Excerpts from a dataset:
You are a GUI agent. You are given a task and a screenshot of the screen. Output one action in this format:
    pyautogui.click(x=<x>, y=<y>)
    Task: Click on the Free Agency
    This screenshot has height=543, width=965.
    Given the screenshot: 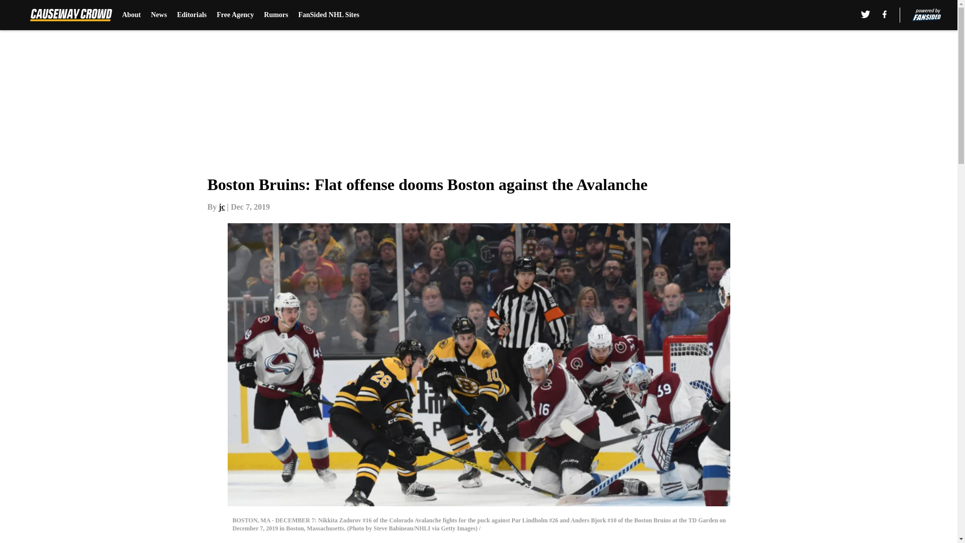 What is the action you would take?
    pyautogui.click(x=235, y=15)
    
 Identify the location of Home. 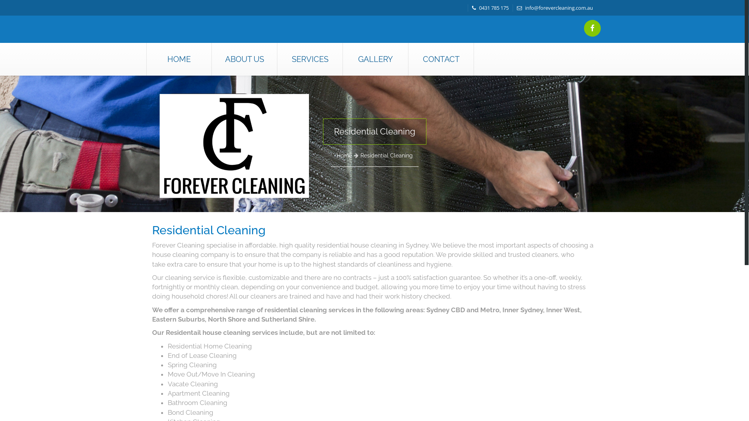
(344, 156).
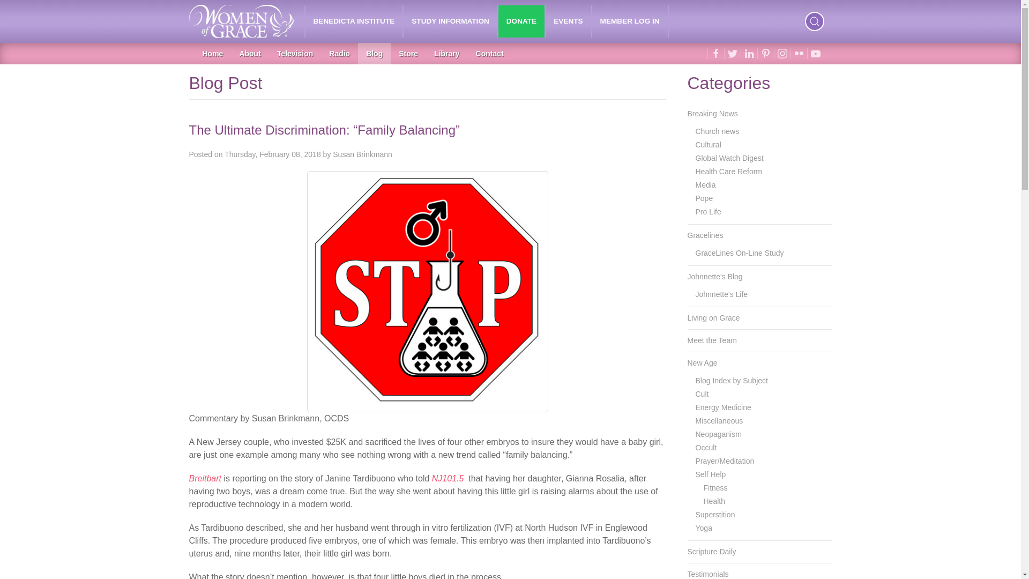 The width and height of the screenshot is (1029, 579). What do you see at coordinates (374, 53) in the screenshot?
I see `Blog` at bounding box center [374, 53].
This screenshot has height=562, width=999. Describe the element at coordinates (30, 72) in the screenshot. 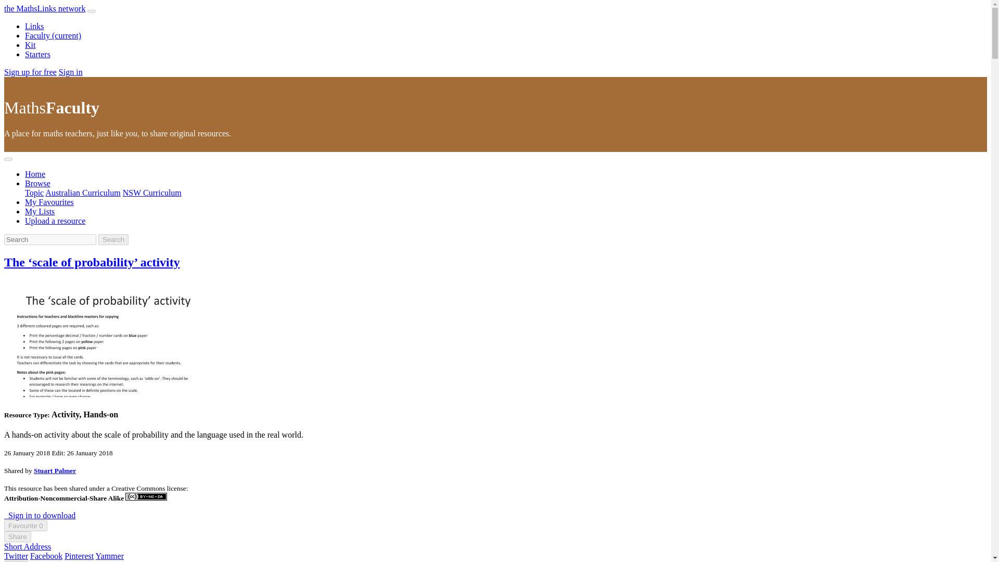

I see `Sign up for free` at that location.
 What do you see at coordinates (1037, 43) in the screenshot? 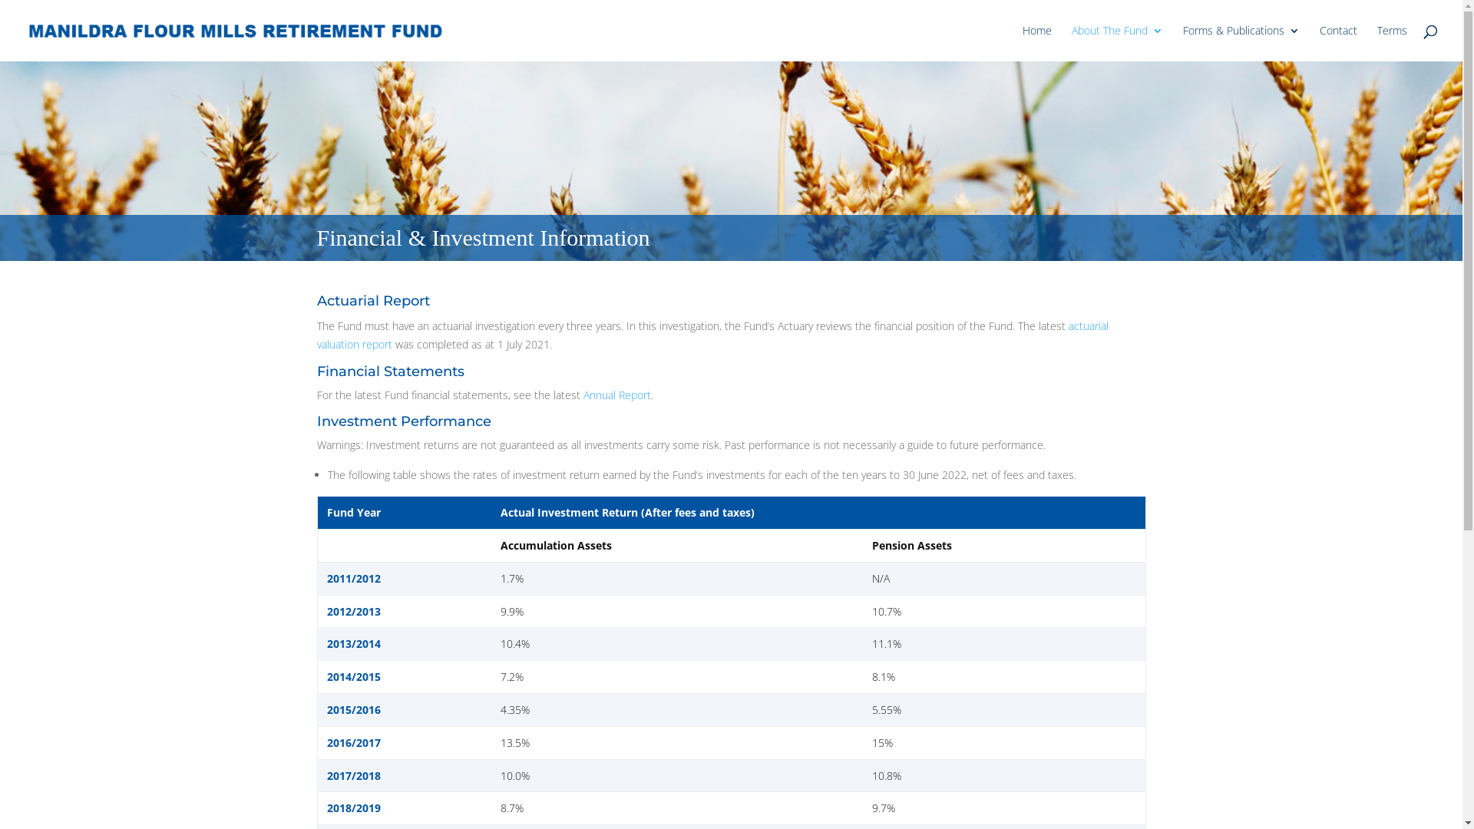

→ Task prompt
Quote the records above exactly, from the first line through the line containing "This screenshot has height=543, width=965.", and nothing more.

→ Reply to the exercise
You are a GUI agent. You are given a task and a screenshot of the screen. Output one action in this format:
    pyautogui.click(x=<x>, y=<y>)
    Task: Click on the Free Agency
    This screenshot has height=543, width=965.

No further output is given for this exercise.